Water, Stone, Heart - By Will North

ALSO BY WILL NORTH

The Long Walk Home

To Hazel,

“me dear old mum,”

for a lifetime of love and encouragement

a cognizant original v5 release october 10 2010

August 16, 2004

5:10 p.m.

Pass to all emergency services. This is a major incident. Repeat, major incident. We require all the standby aircraft and all available land-based emergency crews as we are in danger of losing Boscastle and all the people in it.

Captain Pete McLelland, RNAS Culdrose rescue helicopter 193, to RAF Kinloss Aeronautical Rescue Coordination Centre

August is statistically the second hottest month of the year, just behind July … but August 2004 also turned out to be the wettest since 1956. A combination of humid subtropical air masses, slow-moving frontal systems and several hurricane remnants were reported as possible reasons for the exceptional precipitation conditions ….

Boscastle Flood Special Issue,

Journal of Meteorology 29, no. 293

one

“You all right down there?”

Andrew Stratton looked up toward the cliff top, ten feet above his head, but the afternoon sun was in his eyes and all he could make out was the silhouette of a woman's head and shoulders, etched against a Wedgwood-blue sky. Stratton was standing on a narrow grassy ledge above the sea, which he shared with a loudly bleating, black-faced sheep. The shape of a dog appeared beside the woman. The shape barked.

“Um, yes,” he called back. “I was just walking along and saw this sheep stranded down here.”

“And you decided to join it?”

“Yes … well, no … I mean, I thought I'd try to help it back up to the top. But whenever I get near it, it looks as if it's going to jump.”

“Do you always have that effect?”

“What?”

“Oh, nothing.”

From the slender shelf he and the sheep occupied, it was, he guessed, at least two hundred feet straight down to the Atlantic breakers crashing far below—so far, in fact, that he could barely hear the thudding combers above the whistle of the wind. He'd been walking along the cliff path just north of the Cornish village of Boscastle and had paused to watch the waves roll in and dash themselves to foam and mist on the jagged rocks at the base of the cliff when he'd heard the sheep. There was a scar of loose rock and torn vegetation where the sheep had descended to the ledge, on the theory, Andrew imagined, that the grass there was greener.

“That's Darwin's sheep, that is,” said the voice above.

“You know the farmer?” Andrew was suddenly more hopeful.

He heard the woman laugh. “No, I mean that what you have there is the dimmest sheep in the flock, the one that has to die to protect the gene pool and assure the survival of the species.”

“Oh.”

There was something in her tone that implied she thought he and the sheep had more in common than just the thin sill of grass they shared.

“Any suggestions?” he called.

“Not a one. The general idea is to let nature take its course.”

He let this sink in.

“Right, then,” she said. “As long as you're okay, I'll leave you to it.” And with that the head pulled back from the cliff edge and disappeared. He could hear her whistling as she crunched off along the path.

Andrew Stratton—professor, from Philadelphia—did not know a great deal about sheep. He hadn't a clue, now that he was down here, how he would get the sheep back up. Come to think of it, he wasn't at all sure how he'd get himself back up, either. He approached the skittish animal once more and it backed away again, its rheumy red eyes wild with fear, until it was perched at the very lip of the precipice.

He gave up. He turned toward the cliff face and started climbing, only to slip back almost immediately when a chunk of rock came off in his hand. He could almost hear his wife Katerina's voice—ex-wife, to be accurate: “Never climb shale or slate if you can help it. It flakes off and you fall.” She had taken up rock climbing more than a year earlier—taken up with a rock climber, too, and left Andrew for him shortly thereafter. Now he remembered some of her safety rules: Plan your ascent several moves in advance; maintain three reliable points of contact with the rock before you reach for the next hold; test each hold before you use it to bear weight. He'd often wished, in the weeks following her departure, that there had been similar rules for protecting oneself in the case of domestic landslides.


• _Task item_: Every line below that includes the word "Knowledge" needs to be copied.

==== Exercise inputs ====

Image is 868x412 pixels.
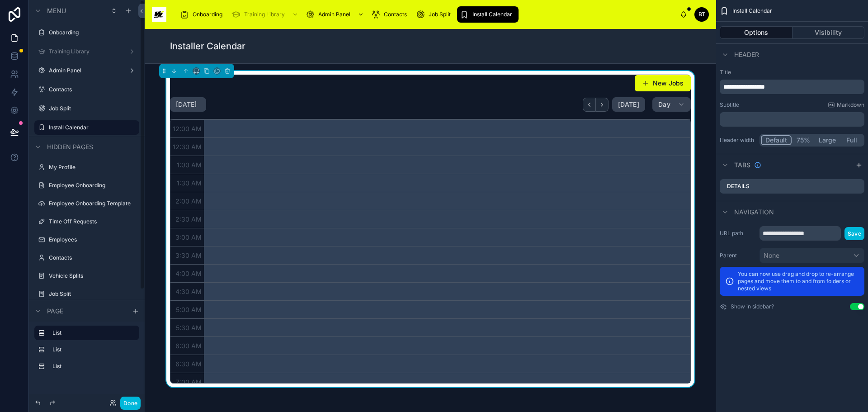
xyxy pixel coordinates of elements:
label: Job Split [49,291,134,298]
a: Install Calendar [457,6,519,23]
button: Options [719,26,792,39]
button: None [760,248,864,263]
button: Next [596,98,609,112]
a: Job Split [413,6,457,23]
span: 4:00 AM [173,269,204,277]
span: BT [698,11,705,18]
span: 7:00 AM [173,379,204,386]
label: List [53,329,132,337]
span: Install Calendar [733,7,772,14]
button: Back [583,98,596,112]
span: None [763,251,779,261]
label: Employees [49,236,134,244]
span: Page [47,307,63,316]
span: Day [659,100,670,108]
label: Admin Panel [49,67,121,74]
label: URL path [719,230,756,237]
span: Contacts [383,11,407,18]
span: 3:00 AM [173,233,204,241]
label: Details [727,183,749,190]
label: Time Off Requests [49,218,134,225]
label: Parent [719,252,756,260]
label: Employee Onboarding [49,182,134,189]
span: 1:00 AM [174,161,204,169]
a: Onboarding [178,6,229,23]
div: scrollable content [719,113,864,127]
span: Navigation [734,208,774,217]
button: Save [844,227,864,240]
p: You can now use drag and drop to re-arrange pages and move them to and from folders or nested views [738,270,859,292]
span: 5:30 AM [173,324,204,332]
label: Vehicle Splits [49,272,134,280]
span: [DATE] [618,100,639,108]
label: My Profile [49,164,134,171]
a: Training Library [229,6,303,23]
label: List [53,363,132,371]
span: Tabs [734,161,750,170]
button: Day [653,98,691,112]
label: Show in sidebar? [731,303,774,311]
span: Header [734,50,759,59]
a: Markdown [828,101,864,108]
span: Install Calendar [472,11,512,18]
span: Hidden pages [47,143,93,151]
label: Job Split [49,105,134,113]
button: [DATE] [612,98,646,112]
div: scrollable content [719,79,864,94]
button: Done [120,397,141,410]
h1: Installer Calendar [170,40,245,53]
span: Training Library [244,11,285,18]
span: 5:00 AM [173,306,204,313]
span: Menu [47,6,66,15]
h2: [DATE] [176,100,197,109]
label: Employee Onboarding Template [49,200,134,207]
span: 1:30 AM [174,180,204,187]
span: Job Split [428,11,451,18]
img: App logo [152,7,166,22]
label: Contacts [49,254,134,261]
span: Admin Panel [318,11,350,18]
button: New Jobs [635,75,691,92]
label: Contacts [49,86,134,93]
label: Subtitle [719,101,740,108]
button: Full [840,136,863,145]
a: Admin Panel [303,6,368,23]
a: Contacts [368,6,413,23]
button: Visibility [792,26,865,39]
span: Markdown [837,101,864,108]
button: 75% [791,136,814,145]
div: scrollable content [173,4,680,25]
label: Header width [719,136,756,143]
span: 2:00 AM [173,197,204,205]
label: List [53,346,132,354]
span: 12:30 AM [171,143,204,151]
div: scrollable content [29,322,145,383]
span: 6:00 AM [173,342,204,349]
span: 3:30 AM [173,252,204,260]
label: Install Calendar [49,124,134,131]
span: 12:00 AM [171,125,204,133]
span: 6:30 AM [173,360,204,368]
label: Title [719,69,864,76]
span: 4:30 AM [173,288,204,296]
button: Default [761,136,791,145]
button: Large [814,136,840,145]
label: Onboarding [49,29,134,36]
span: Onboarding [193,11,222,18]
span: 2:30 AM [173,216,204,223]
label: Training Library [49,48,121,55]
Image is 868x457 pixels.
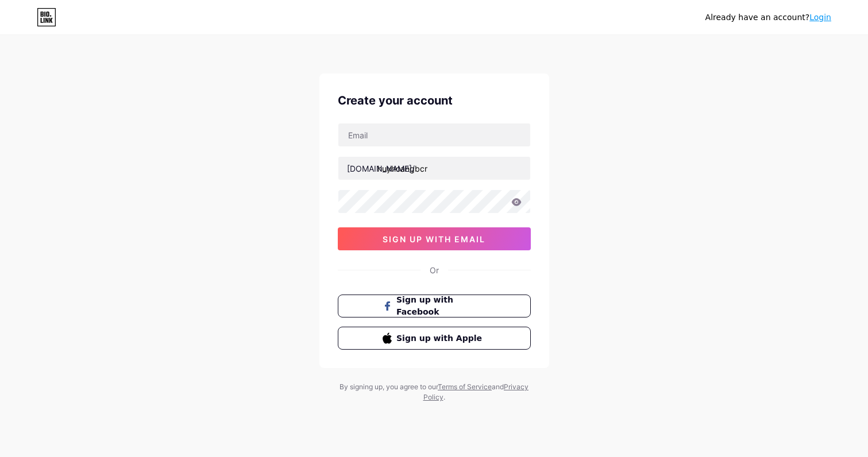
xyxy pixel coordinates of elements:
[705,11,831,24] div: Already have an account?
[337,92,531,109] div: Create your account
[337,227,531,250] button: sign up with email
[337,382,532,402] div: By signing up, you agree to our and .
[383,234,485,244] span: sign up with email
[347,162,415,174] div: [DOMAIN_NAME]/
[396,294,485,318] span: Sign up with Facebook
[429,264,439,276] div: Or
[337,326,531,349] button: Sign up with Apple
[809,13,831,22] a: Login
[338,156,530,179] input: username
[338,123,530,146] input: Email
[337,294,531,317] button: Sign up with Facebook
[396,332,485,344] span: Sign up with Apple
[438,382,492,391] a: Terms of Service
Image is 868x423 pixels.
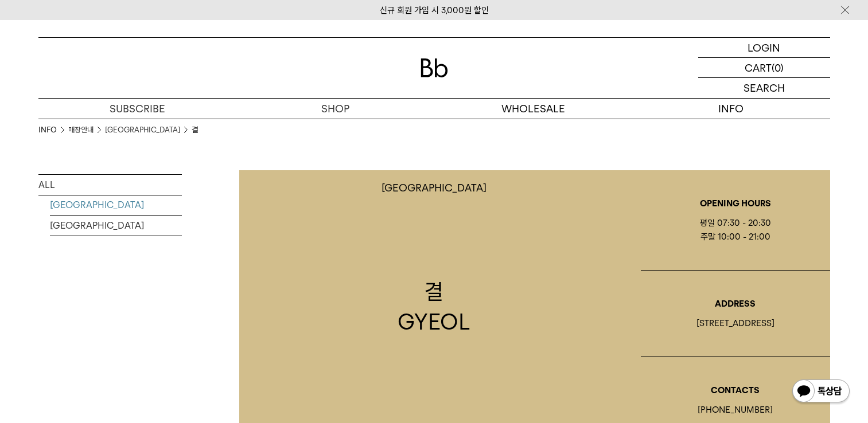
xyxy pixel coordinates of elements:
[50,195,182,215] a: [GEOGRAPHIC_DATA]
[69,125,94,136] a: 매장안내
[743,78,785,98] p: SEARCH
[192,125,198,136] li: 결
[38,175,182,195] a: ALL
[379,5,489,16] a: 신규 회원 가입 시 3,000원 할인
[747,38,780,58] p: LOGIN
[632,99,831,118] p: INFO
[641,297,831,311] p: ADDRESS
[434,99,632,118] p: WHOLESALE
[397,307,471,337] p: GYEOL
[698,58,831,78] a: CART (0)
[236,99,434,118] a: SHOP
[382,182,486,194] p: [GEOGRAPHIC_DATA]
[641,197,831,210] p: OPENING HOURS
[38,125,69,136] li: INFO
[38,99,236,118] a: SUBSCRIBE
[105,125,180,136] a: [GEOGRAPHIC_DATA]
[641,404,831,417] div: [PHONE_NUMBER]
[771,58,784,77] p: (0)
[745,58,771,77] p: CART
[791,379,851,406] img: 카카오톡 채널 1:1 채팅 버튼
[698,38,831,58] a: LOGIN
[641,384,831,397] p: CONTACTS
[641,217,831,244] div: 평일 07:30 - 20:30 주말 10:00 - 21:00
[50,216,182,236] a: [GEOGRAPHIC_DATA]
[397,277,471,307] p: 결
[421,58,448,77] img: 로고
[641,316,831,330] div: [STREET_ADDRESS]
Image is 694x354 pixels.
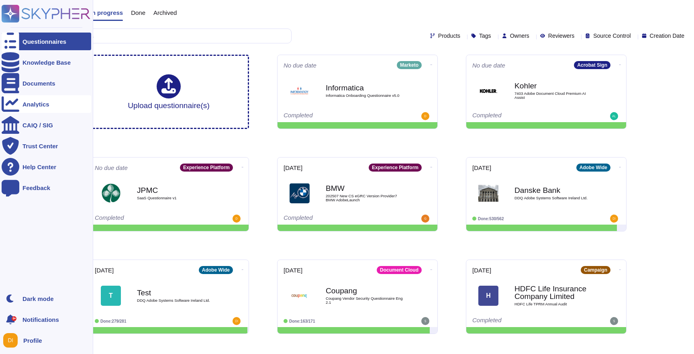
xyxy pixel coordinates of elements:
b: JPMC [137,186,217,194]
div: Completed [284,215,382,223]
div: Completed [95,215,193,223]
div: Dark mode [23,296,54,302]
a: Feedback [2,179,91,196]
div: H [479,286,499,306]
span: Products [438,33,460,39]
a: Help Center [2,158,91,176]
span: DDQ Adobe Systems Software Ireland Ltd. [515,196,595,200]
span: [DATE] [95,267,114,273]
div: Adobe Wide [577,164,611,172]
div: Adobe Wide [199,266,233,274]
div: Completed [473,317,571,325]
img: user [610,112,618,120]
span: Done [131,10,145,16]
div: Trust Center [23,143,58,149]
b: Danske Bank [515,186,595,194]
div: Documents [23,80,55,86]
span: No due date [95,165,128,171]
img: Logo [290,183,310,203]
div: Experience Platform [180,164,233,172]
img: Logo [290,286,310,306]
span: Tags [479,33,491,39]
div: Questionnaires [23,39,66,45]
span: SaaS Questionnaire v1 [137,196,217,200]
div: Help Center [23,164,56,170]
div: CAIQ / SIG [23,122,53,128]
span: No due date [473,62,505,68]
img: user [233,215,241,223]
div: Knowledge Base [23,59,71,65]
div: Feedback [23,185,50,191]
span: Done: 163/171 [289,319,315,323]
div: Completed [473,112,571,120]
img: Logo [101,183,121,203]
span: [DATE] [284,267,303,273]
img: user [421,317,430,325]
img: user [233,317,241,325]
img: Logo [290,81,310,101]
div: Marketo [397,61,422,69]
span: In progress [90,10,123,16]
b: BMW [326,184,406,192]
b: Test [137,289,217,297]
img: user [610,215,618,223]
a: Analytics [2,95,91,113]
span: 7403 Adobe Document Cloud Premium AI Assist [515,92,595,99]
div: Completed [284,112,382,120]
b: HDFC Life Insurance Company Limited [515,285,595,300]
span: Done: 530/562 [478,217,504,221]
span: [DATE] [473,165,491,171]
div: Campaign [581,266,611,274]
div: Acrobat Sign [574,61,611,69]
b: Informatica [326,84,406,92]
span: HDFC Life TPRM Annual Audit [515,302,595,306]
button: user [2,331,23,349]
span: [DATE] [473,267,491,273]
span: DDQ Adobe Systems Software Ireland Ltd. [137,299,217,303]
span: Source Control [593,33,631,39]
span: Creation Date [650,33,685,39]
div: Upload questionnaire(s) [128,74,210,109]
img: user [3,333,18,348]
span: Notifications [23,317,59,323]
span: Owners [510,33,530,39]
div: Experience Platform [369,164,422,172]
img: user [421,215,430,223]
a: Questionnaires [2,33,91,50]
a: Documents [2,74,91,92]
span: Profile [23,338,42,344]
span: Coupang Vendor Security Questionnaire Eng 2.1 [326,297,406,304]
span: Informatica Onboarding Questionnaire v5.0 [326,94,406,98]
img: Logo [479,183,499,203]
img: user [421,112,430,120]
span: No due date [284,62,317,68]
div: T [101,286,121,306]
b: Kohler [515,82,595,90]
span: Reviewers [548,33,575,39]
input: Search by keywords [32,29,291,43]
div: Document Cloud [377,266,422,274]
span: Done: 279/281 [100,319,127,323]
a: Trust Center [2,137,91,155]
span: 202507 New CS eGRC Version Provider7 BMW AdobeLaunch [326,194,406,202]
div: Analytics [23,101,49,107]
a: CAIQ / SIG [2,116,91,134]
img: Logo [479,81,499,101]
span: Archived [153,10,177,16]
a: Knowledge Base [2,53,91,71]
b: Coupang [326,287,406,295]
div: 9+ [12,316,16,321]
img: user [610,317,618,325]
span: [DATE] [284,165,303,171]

====

• _Solution to the exercise_:
div: Knowledge Base [23,59,71,65]
a: Knowledge Base [2,53,91,71]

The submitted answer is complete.